This book offers an introduction to the key legal and ethical topics confronting Australian journalists and strategic communicators both at home and internationally and offers a suite of reflective techniques for navigating them. It starts by positioning morals, ethics, and the law in their historical and philosophical frameworks by tracing the evolution of free expression and professional media ethics. Media law and ethics are then contextualized in their modern international human rights framework.
Readers are equipped with a skill set for reflecting on the law and ethics of professional media dilemmas - including mindful reflection, the Potter Box, journaling, concept mapping, and discussion. Such approaches are then applied to key topic areas, including free expression; reputation; confidentiality; privacy; justice; intellectual property; national security; discrimination and harassment; and conflicted interests. Each is examined in terms of its philosophical underpinnings, relationship to human rights, professional ethical context, international examples, legal principles, key Australian laws, legal cases, and strategies for applying reflective practice techniques. It concludes on a confident note - imploring communicators to engage in constructive and mindful strategic communication with the authority and confidence that results from a working knowledge of media law and ethics.

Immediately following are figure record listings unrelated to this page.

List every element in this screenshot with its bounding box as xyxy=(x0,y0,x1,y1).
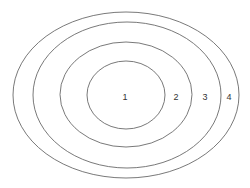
ring-1-label: 1 xyxy=(122,92,127,102)
ring-2-label: 2 xyxy=(173,92,178,102)
ring-4-label: 4 xyxy=(226,92,231,102)
ring-3-label: 3 xyxy=(202,92,207,102)
concentric-ellipse-diagram: 1 2 3 4 xyxy=(0,0,250,188)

This handbook is for professional communicators and students in all fields, but particularly in journalism, public relations, corporate communication, media relations, and marketing.

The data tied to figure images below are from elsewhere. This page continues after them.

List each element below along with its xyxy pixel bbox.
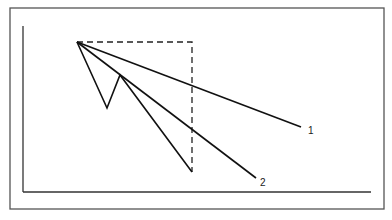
outer-frame <box>10 8 384 209</box>
ray-label-2: 2 <box>260 177 266 188</box>
ray-line-1 <box>77 42 301 127</box>
ray-line-2 <box>77 42 256 178</box>
zigzag-path <box>77 42 192 172</box>
ray-label-1: 1 <box>308 125 314 136</box>
dashed-projection <box>77 42 192 172</box>
ray-lines <box>77 42 301 178</box>
diagram-canvas: 1 2 <box>0 0 392 220</box>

About the Author: Mark Pearson is Professor of Journalism and Social Media at Griffith University in Queensland, Australia, where he is a member of the Griffith Centre for Social and Cultural Research. He is co-author of Social Media Risk and the Law: A Guide for Global Communicators (Routledge, 2022), lead author of The Journalist's Guide to Media Law: A Handbook for Communicators in a Digital World (6th ed, Routledge, 2020), author of Blogging and Tweeting Without Getting Sued (Allen & Unwin, 2012) and co-editor of Mindful Journalism and News Ethics in the Digital Era: A Buddhist Approach (Routledge, 2015). He has worked as a journalist and trainer with several media organisations and as a press secretary to a federal member of parliament. He was Australian correspondent for Reporters Without Borders for a decade and is a life member of the Journalism Education and Research Association of Australia.